Jesus spent many long hours in prayer–whole nights, 40 days in the wilderness preparing for his life mission. He probably spent hours every day in prayer. He was a busy man. Why was he spending all this time in prayer? And what was he doing with all this prayer time? Certainly, Jesus was not doing the sort of long-winded praying for which he criticized the religious leadership of his time. In his teachings, he clearly recommends solitude and sincerity.

In the opening verses of the 11th chapter of Luke’s Gospel, we find the disciples noticing that Jesus spends much time in prayer. One day, after he finishes praying, they ask him to teach them to pray. Jesus, according to Luke, gives his disciples a brief set of terse sentences we call “the Lord’s Prayer.” Then Luke continues the subject of prayer with Jesus teling his disciples a story about a man who goes to his friend in the middle of the night to get three loaves of bread for his suprise guests. The friend is already in bed and won’t get up. Jesus says that if this man persists, his friend will get up and give him everything he needs.

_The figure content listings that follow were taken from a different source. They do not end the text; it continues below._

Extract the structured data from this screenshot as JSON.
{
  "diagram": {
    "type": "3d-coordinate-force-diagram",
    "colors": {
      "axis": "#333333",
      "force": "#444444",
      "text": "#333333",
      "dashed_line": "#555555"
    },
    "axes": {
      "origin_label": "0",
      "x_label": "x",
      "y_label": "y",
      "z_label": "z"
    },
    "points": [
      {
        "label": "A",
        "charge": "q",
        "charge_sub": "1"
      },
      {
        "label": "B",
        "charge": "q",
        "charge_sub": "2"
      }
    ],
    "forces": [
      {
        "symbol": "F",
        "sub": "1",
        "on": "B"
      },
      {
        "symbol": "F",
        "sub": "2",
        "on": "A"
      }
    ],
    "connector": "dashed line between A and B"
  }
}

Jesus applies this story to the subject of prayer, “And so I tell you, ask and it will be given you, search and you will find, knock and the door will be opened to you. The one who asks will always receive; the one who is searching will always find, and the door is opened to the person who knocks.” (Luke 11:9,10) These verses seem to contradict about half of what we experience in our real lives. We have all asked for things we never received. We have all done some passionate seeking without finding. And we have all done some knocking on doors that never opened.

Some interpreters of these verses have suggested that our problem is poor praying. If we were to pray correctly, we would receive what we are praying for. But such interpreters have never satisfied me; nor have they convinced me that this is what Jesus really meant. In the 14th chapter of Mark, we see Jesus himself praying all night not to have to drink the cup of crucifixion. As part of his prayer, he notes that all things are possible to God. Yet he apparently knew that God might not give him his request, for he concludes his prayer, “Yet it is not what I want, but what you want.” (Mark 14:36)

So what does it mean to say that the person who asks always receives? An answer to this question can be found in the verses that follow the verses about always receiving:

“Some of you are parents, and if your child asks you for some fish, would you give that child a snake instead, or if the child asks for you for an egg, would you give that child the present of a scorpion? So if you, for all your evil, know how to give good things to your children, how much more likely is it that your Heavenly (Parent) will give The Holy Spirit to those who ask (Him/Her)!” (Luke 11:11-13)

God gives the Holy Spirit! What a curious thing to say. The verse seem to imply that if we ask God for some fish or an egg, God will give us The Holy Spirit! And this gift is a “good thing.” The Holy Spirit is a better gift than fish or egg or whatever specific things we asked for.

Is this the way that prayer works? No matter what we ask for, God gives something better. God sends the Holy Spirit! Let me stretch this metaphor out a bit: The divine prayer-answering order-house works very simply: it only has one product, all packaged and ready to go. No matter what you order, you get this same package, the Holy Spirit. This makes things easy for the prayer-answering order house. You pray for a new car. God sends the Holy Spirit. You pray for better health. God sends the Holy Spirit. You pray for a lover. God sends the Holy Spirit. You pray for a workable, planetary social order. God sends the Holy Spirit.